Above all, stop making news, report it. Find it. Send out search parties with newshounds who can sniff out stories we seldom see or hear about. Currently, the news veers between hard national, international news-terrorism-violence, elections, national disasters, 123, political scrimmages (BJP complained Congress said BSP attacked…) — and news softer than a baby’s belly (Is Ranbir cuter than Shahid?).
We want what lies between the two. And news from the countryside, as of now largely related to crimes, caste conflicts, ghosts or little children stuck in village wells. Surely, there’s more to us than that?
We want more documentary evidence of the state of the State not endless discussions with the same set of analysts: Begone Delhi’s intellectual properties, we need to pick more grey cells outside the capital’s brain trust. Is there no Pakistan expert outside Delhi’s IFS apartments?
Let’s break away from Breaking News Just In and Exclusive. Meaningless. Calm down, be reflective, unruffled even by momentous events. Sift through the chaos and bring a sense of logic and linearity so viewers understand what is happening and why. Remember, you’re in the newsroom, not the panic room.
The problem for entertainment is generic rather than particular. The daily soap has no idea how to break free of the K stranglehold. In 2000, when Kyunki, Kahani and Kasauti went on air with the Hindu undivided family, the K serial built its popularity on the core foundation of Indian cultural coding, ergo, Mahabharata, Ramayana… This was very different from the serials of the nineties — Saans was about marriage, infidelity, Zee’s Amanat about a widower and his daughters.

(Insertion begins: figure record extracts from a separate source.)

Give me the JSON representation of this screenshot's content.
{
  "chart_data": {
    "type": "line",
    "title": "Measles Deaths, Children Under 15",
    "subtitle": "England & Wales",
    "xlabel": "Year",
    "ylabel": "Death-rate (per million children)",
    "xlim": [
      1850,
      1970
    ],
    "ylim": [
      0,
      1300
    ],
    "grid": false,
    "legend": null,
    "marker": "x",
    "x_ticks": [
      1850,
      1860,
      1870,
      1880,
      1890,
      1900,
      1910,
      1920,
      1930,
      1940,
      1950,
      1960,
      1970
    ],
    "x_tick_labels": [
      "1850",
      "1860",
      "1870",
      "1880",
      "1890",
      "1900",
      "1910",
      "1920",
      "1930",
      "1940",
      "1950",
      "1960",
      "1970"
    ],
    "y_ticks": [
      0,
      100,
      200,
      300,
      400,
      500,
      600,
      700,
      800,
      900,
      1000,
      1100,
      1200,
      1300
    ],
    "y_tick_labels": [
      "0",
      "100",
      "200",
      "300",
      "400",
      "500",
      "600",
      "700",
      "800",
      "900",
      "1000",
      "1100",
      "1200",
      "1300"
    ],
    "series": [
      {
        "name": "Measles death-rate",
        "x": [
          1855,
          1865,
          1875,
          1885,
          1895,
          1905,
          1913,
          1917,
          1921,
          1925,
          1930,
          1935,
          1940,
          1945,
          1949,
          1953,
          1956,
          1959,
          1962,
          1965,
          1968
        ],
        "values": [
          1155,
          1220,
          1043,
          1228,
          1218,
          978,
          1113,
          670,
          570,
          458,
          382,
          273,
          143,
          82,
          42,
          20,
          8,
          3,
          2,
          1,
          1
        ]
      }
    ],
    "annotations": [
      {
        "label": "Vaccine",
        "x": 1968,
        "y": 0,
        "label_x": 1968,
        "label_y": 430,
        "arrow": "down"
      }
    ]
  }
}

Since 2000, urban India has changed. It’s younger and young people don’t care about the joint family of the K serials. They’re part of nuclear two income families, with small or teenage children coping with urban minefields; they have an agenda that is apposite to those of our saas-bahus whose primary concern remains, yes, marriage. The days of K serials if not over, are numbered. Start counting.
TV entertainment channels do not cater to the me-gen-Next which is already diverted by other recreational activities — from sms to computers and internet, from DVDs, to ipods and of course, the mall crawl. The four or five day daily 23-minute soap fix has two handicaps for such an audience: soaps demand a faithful following which most viewers don’t have time for. They are repetitive, monotonous and offer little variety to an audience that is thirsting for new experiences.

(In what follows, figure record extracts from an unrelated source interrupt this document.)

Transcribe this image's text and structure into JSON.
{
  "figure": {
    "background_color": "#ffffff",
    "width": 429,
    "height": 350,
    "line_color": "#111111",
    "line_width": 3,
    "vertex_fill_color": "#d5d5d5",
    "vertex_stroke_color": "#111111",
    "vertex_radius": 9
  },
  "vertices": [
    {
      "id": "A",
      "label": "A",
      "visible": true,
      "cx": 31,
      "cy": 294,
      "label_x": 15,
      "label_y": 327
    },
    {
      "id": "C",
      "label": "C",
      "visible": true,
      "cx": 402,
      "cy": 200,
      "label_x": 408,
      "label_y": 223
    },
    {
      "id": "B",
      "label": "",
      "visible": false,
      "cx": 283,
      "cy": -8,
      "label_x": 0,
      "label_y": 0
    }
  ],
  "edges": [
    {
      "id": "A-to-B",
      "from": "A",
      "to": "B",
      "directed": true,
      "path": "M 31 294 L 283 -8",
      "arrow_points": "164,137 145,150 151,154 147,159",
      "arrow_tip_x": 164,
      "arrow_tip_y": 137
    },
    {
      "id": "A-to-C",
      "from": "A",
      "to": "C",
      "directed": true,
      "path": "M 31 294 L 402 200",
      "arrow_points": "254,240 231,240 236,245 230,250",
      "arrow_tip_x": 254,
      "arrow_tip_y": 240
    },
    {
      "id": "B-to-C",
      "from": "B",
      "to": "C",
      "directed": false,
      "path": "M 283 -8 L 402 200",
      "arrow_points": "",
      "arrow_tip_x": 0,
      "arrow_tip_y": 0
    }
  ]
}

Such an audience wants series with contemporary themes, dramas or comedies and at least one 50-minute episodic series (24, Boston Legal, CSI, Desperate Housewives, OC, Grey’s Anatomy, whatever) each night. Combine them with aspirational talent/reality programmes, chat shows (hey, where’s our Oprah?), and chances of a TV revival are far greater.
However, no one seems to be interested. The new entertainment channel, 9x, has gone middle class but thematically changed little. NDTV Imagine we have to wait and see, but the promos don’t offer much hope of change. There is a glimmer of something in serials like Sony’s new police drama,Tujhko Hai Salaam, and Star One’s serial on the air force, Chhoona Hai Aasmaan, or Sab’s Jersey No. 10. But these are the exceptions, not the trend.
Meanwhile, film has gone experimental and reaped rich rewards. Unless TV does the same it will become an urban myth rather than a diary of the times.